STORED DATA below:

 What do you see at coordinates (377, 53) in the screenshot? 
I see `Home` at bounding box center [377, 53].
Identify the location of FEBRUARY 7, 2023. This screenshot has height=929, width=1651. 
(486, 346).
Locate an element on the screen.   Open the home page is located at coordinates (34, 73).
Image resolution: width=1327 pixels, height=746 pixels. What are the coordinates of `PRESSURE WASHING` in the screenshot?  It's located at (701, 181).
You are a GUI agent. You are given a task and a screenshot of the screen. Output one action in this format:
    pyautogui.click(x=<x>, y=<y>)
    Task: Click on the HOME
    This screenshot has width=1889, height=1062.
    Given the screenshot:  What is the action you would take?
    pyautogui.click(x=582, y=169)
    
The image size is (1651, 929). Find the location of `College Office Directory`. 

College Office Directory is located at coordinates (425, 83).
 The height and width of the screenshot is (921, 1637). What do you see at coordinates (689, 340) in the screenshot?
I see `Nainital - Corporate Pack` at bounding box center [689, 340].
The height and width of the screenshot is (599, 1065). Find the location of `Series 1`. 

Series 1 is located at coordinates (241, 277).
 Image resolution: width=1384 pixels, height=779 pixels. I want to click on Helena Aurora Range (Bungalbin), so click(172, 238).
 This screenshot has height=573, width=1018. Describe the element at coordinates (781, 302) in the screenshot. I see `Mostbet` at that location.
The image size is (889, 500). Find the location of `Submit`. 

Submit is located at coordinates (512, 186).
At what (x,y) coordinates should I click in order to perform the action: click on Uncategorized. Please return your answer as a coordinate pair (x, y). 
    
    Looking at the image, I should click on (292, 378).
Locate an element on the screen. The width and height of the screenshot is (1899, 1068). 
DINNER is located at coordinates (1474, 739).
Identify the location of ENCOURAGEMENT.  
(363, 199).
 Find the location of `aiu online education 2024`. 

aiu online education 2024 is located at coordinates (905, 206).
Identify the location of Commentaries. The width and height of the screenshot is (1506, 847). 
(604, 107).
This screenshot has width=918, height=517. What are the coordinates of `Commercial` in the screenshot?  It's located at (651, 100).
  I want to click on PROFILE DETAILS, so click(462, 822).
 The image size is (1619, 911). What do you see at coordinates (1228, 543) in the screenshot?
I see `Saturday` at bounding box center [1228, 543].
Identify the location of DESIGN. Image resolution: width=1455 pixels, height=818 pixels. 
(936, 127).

End of STORED DATA.

■ REQUIRED ACTION
Copy the material above so that it matches line for line.

■ SOLUTION BELOW
 What do you see at coordinates (377, 53) in the screenshot? 
I see `Home` at bounding box center [377, 53].
Identify the location of FEBRUARY 7, 2023. This screenshot has height=929, width=1651. 
(486, 346).
Locate an element on the screen.   Open the home page is located at coordinates (34, 73).
Image resolution: width=1327 pixels, height=746 pixels. What are the coordinates of `PRESSURE WASHING` in the screenshot?  It's located at (701, 181).
You are a GUI agent. You are given a task and a screenshot of the screen. Output one action in this format:
    pyautogui.click(x=<x>, y=<y>)
    Task: Click on the HOME
    This screenshot has width=1889, height=1062.
    Given the screenshot:  What is the action you would take?
    pyautogui.click(x=582, y=169)
    
The image size is (1651, 929). Find the location of `College Office Directory`. 

College Office Directory is located at coordinates (425, 83).
 The height and width of the screenshot is (921, 1637). What do you see at coordinates (689, 340) in the screenshot?
I see `Nainital - Corporate Pack` at bounding box center [689, 340].
The height and width of the screenshot is (599, 1065). Find the location of `Series 1`. 

Series 1 is located at coordinates (241, 277).
 Image resolution: width=1384 pixels, height=779 pixels. I want to click on Helena Aurora Range (Bungalbin), so click(172, 238).
 This screenshot has height=573, width=1018. Describe the element at coordinates (781, 302) in the screenshot. I see `Mostbet` at that location.
The image size is (889, 500). Find the location of `Submit`. 

Submit is located at coordinates (512, 186).
At what (x,y) coordinates should I click in order to perform the action: click on Uncategorized. Please return your answer as a coordinate pair (x, y). 
    
    Looking at the image, I should click on (292, 378).
Locate an element on the screen. The width and height of the screenshot is (1899, 1068). 
DINNER is located at coordinates (1474, 739).
Identify the location of ENCOURAGEMENT.  
(363, 199).
 Find the location of `aiu online education 2024`. 

aiu online education 2024 is located at coordinates (905, 206).
Identify the location of Commentaries. The width and height of the screenshot is (1506, 847). 
(604, 107).
This screenshot has width=918, height=517. What are the coordinates of `Commercial` in the screenshot?  It's located at (651, 100).
  I want to click on PROFILE DETAILS, so click(462, 822).
 The image size is (1619, 911). What do you see at coordinates (1228, 543) in the screenshot?
I see `Saturday` at bounding box center [1228, 543].
Identify the location of DESIGN. Image resolution: width=1455 pixels, height=818 pixels. 
(936, 127).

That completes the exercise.